Why not do as our depression-era relatives did and get the most out of what we have by using our thinking caps?


http://www.mcdonough.com/cradle_to_cradle.htm
http://www.newmuseum.org/exhibitions/3
http://www.michigan.gov/gov/0,1607,7-168--189394--,00.html
http://www.urbanforestproject.org/

Monday, January 14, 2008

to remember

83 of 86 people found the following review helpful:
5.0 out of 5 stars Smart book about the nature of beauty and desire, September 22, 1997
By fluxk@mindspring.com (New York, New York) - See all my reviews
and the role of parental organizations in contemporary society.

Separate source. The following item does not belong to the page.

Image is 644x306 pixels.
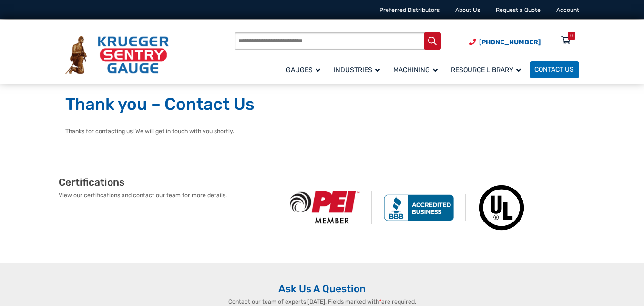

Hickey's basic premise is that beauty is the agency of visual pleasure. This notion puts Hickey in opposition with a lot of art criticism which is largely concerned with how art is "good for you." Most theorists and scholars are primarily interested in what the art is "saying" -- i.e., interested in art's virtue and ethics but not with its efficacy.
Hickey, however, argues that it doesn't matter _what_ the movie is saying unless you like it first. That is, we don't analyze a movie unless we like it. I still don't know if Pulp Fiction, The Silence, or His Girl Friday are good for me, but because I like them, I constantly think about them and their social virtues (if any). Hickey argues that why a work is efficacious in the first place is as important (if not more so) than whether or not its good for you.
That's sort of the premise of the book. Hickey explores the reasons why "good for you" replaced "do I like it" and deals with the modern roles of institutions (with nods to Foucault and J. Jacobs) in relation to regulating desire.
Hickey's a wonderful writer. The prose is fast, vivid and jocose. Worthwhile for anyone interested in art or beauty.

Sunday, January 13, 2008

sometimes you just have to look



and I just heard a smattering of gunshots.